China: Migrant workers join unions

The All-China Federation of Trade Unions on Aug. 9 announced it would recruit as many migrant workers as possible and classify them officially as members of China’s working classes. In the month that followed, the ACFTU says, over 34 million migrant workers joined trade unions in thousands of local communities.

As China’s economy was restructured in the 1980s, more and more workers left their home communities in search of jobs. But for a long time, the unions would only recognize workers with city or township resident identification, leaving out over 100 million migrants with only rural registrations.

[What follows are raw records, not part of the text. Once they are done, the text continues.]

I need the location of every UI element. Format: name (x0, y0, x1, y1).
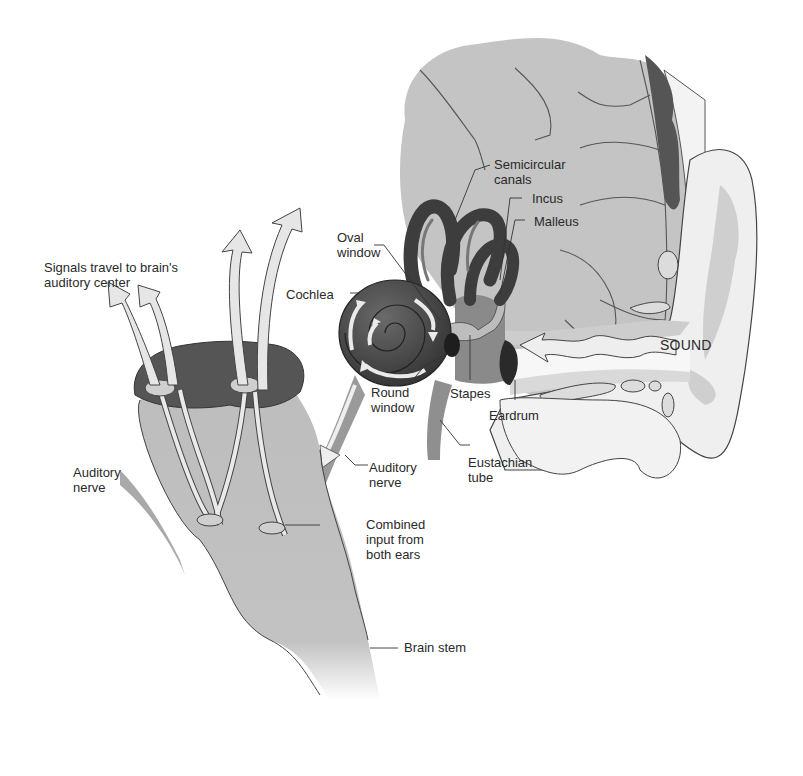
label-sound: SOUND (660, 338, 712, 353)
label-round-window: Round window (371, 385, 414, 415)
label-stapes: Stapes (450, 386, 490, 401)
cochlea (339, 280, 460, 386)
eustachian-tube (427, 380, 452, 460)
label-incus: Incus (532, 191, 563, 206)
label-auditory-nerve-right: Auditory nerve (369, 460, 417, 490)
label-cochlea: Cochlea (286, 287, 334, 302)
label-oval-window: Oval window (337, 230, 380, 260)
junction-right (259, 522, 285, 534)
label-eustachian-tube: Eustachian tube (468, 455, 532, 485)
label-semicircular-canals: Semicircular canals (494, 157, 566, 187)
label-signals-to-auditory-center: Signals travel to brain's auditory cente… (44, 260, 178, 290)
junction-left (197, 514, 223, 526)
label-malleus: Malleus (534, 214, 579, 229)
label-combined-input: Combined input from both ears (366, 517, 425, 562)
label-brain-stem: Brain stem (404, 640, 466, 655)
round-window (444, 333, 460, 357)
label-eardrum: Eardrum (489, 408, 539, 423)
label-auditory-nerve-left: Auditory nerve (73, 465, 121, 495)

Most migrant workers are employed in low-profit, low-pay industries such as construction, catering and environmental cleanup. Migrant workers say that as union members they are now able to collect their pay on time, and are winning improved benefits.

Colombia: Pact re Int’l Court criticized

The pact signed Sept. 17 by the U.S. and Colombia, exempting Americans arrested in Colombia for human rights violations from prosecution before the International Criminal Court, is being sharply criticized by the Communist Party of Colombia and other human rights advocates.

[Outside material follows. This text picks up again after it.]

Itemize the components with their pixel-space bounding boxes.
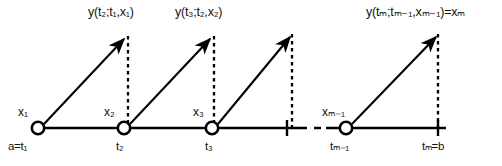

The Colombian CP called the accord a violation of Colombia’s national sovereignty and of its constitution, and called for its immediate revocation.

Washington had threatened to withhold $130 million in aid unless the pact was signed. Some 61 other poor nations dependent on U.S. aid have signed such agreements.

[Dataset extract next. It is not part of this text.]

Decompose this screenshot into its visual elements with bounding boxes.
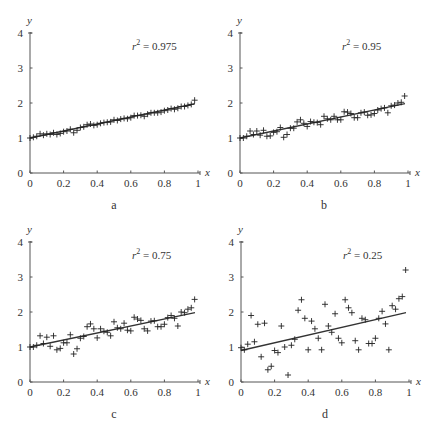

Former Canadian foreign minister Lloyd Axworthy, who helped draft the ICC’s statutes, called the pact “a big step backward,” and charged that the Bush administration “is trying to destroy the court and they’re using these bilateral agreements, country by country, to erode the jurisdiction of the court.”

Iraq: No WMDs

Hans Blix, former chief weapons inspector in Iraq, told CNN earlier this month he believes the Saddam Hussein regime was truthful when it told the United Nations last December that it did not have chemical, biological or nuclear weapons.

“With this long period, I’m inclined to think the Iraqi statement that they destroyed all the biological and chemical weapons which they had in the summer of 1991 may well be the truth,” he said.

Blix said his inspectors “did not find any smoking gun” during their three and a half months of work in late 2002 and early 2003.

The U.S. and Britain dismissed Iraq’s report as false and incomplete, and justified their invasion on the basis that Saddam possessed weapons of mass destruction.

S. Africa: Unions slam ‘worst employer’

At its national congress last week, the Congress of South African Trade Unions (COSATU) named the Durban Deep gold mine South Africa’s “worst employer,” the Johannesburg Business Day reported. The union federation gives the award to embarrass employers into improving working conditions. COSATU General Secretary Zwelinzima Vavi said the firm deserved the award because it consistently threatened workers with layoffs, was “brutal in dealing with workers and had a management style dating back to the 1980s.”

The mining company has historically paid the lowest wages among the four big gold producers, and its opening offer in this year’s wage talks was between 2 and 4 percent. Besides wage issues, the National Union of Mineworkers has been protesting the company’s decision to lay off 4,500 workers from its North West mines.

Norway: Boycott over ‘slave’ farm wages

Three major grocery store chains are threatening to boycott Norwegian farmers who pay sub-minimum “slave wages” to seasonal farm workers, mostly from eastern Europe, the newspaper Aftenposten said Sept. 22. The legal minimum wage is $11 per hour.

Aftenposten said some seasonal workers from Lithuania and the Ukraine were paid as little as $10 total, for a 12- to 13-hour workday.

Retailers belonging to an ethical trade group are now saying they won’t buy from farmers who don’t pay the minimum wage, while labor leaders are threatening to report delinquent farmers to the police.